Liz Cane
Email: ecane@uci.edu
M.F.A. University of California, Los Angeles

Teaches beginning, intermediate and advanced courses in film and video production.  She has produced award-winning shorts that have screened in festivals around the world.  Her documentary “Libido,” about the continuing pleasures of romance and sex among older people, aired nationally on PBS.  “Eager For Your Kisses,” which continues her exploration of love and sex among seniors, is distributed by New Day Films and has screened in festivals and conferences throughout North America.  She has written several screenplays and recently finished a television pilot, “451 PPM,” about the catastrophic effects of global warming.

 

 
Marie Cartier
Email: mcartier@uci.edu
Ph.D. Claremont Graduate University

Teaches beginning and advanced courses on screenwriting. Through the University Extension program she also teaches Acting for Film. Every year she curates and administers the Annual Festival of Staged Reading of Student Screenplays. Her poetry book I Am Your Daughter, Not Your Lover was published in 1994 by Clothespin Fever Press. She has had five plays published by Dialogus Press. She currently completed her Ph.D. in Religion at Claremont Graduate University, specializing in Women and Religion and religion and Art, and the MFA program in Visual Art. She also holds two additional MFA's from UCLA - one in Film, and one in Theater, and an MA in English from Colorado State University, and a BA in Communications, from University of New Hampshire. She is a performance artist and recently toured the West Coast with her poplar show, *Ballistic Femme.*

 

 
Julie Cho
Email: jgcho@uci.edu

M.F.A. University of California, Los Angeles
Lecturer of Film and Media Studies; Asian American Studies

 

 
Benjamin Kruger-Robbins
Email: bkrugerr@uci.edu
Ph.D. in Visual Studies from University of California, Irvine

Specializes in television studies and queer media. He teaches classes on broadcast history, sexuality in American television, camp and horror genre studies, marketing & branding of youth TV, and queer cable programming at UCI. His research focuses on lesbian, gay, bisexual, transgender, and queer (LGBTQ+) involvement/perspectives within both the American television industry and TV audience cultures/communities, and his work has appeared in Flow, Sexualities, and the edited anthology The Politics of Twin Peaks (Lexington, 2019). He holds a Ph.D. in Visual Studies from UCI

 

 
Luci Marzola
Email: lmarzola@uci.edu
Ph.D. USC School of Cinematic Arts

Teaches courses in film and media history and theory. She has taught classes on silent and studio-era cinema, the histories of cinematography and color, and media industries at UCI, USC, Chapman University, and UCSD. She is a historian whose research focuses on media industries and technology, particularly in early Hollywood. Her work has been published in Film History, The Historical Journal of Film, Radio, and Television, The Velvet Light Trap, and American Cinematographer. Her book Engineering Hollywood: Technology, Technicians, and the Science of Building the Studio System will be published by Oxford University Press in mid-2021. She holds a PhD and MA in Cinema and Media Studies from USC’s School of Cinematic Arts. 

 

 
Ken Provencher
Email: kmproven@uci.edu
Ph.D. in Cinema Studies from the University of Southern California

Teaches courses on film and media history and analysis, including classes on world cinema, Japanese cinema, the Hollywood industry, and the video essay. He has taught courses at UCI, Loyola Marymount University, Cal State Fullerton, and Josai International University in Japan. His co-edited volume Exploiting East Asian Cinemas: Genre, Circulation, Reception, was published by Bloomsbury in 2018. Other research and analytical essays have appeared in The Companion to Wong Kar-wai, The Velvet Light Trap, The Quarterly Review of Film and Video, and [in]Transition. He holds a Ph.D. in Cinema Studies from the University of Southern California.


Exercise aim |
Search the records below for the word "more". Pull out each line that has it.

Provided records |
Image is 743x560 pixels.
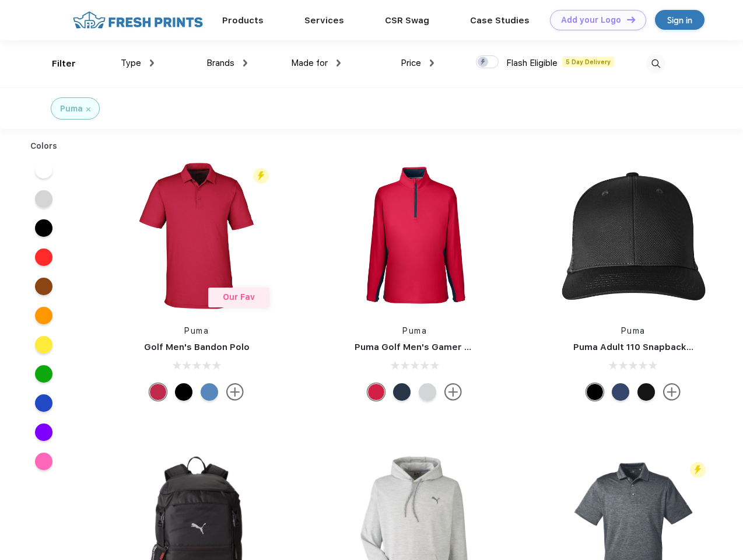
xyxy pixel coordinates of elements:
[206,58,234,68] span: Brands
[556,158,711,313] img: func=resize&h=266
[52,57,76,70] div: Filter
[22,140,66,152] div: Colors
[690,462,706,478] img: flash_active_toggle.svg
[367,383,385,400] div: Ski Patrol
[184,326,209,335] a: Puma
[87,107,90,111] img: filter_cancel.svg
[400,58,421,68] span: Price
[175,383,192,400] div: Puma Black
[393,383,410,400] div: Navy Blazer
[419,383,436,400] div: High Rise
[637,383,655,400] div: Pma Blk with Pma Blk
[149,383,167,400] div: Ski Patrol
[223,292,255,301] span: Our Fav
[562,56,614,67] span: 5 Day Delivery
[150,60,154,66] img: dropdown.png
[336,60,341,66] img: dropdown.png
[201,383,218,400] div: Lake Blue
[385,15,429,25] a: CSR Swag
[561,15,621,25] div: Add your Logo
[430,60,434,66] img: dropdown.png
[121,58,141,68] span: Type
[506,58,557,68] span: Flash Eligible
[337,158,492,313] img: func=resize&h=266
[60,103,83,115] div: Puma
[291,58,328,68] span: Made for
[663,383,680,400] img: more.svg
[646,54,665,73] img: desktop_search.svg
[144,342,250,352] a: Golf Men's Bandon Polo
[222,15,264,25] a: Products
[611,383,629,400] div: Peacoat with Qut Shd
[70,10,206,30] img: fo%20logo%202.webp
[655,10,704,30] a: Sign in
[667,13,692,27] div: Sign in
[621,326,645,335] a: Puma
[627,16,635,23] img: DT
[402,326,427,335] a: Puma
[305,15,344,25] a: Services
[227,383,243,400] img: more.svg
[253,168,269,184] img: flash_active_toggle.svg
[119,158,274,313] img: func=resize&h=266
[586,383,604,400] div: Pma Blk Pma Blk
[243,60,247,66] img: dropdown.png
[355,342,539,352] a: Puma Golf Men's Gamer Golf Quarter-Zip
[444,383,462,400] img: more.svg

Exercise result |
[663,383,680,400] img: more.svg
[227,383,243,400] img: more.svg
[444,383,462,400] img: more.svg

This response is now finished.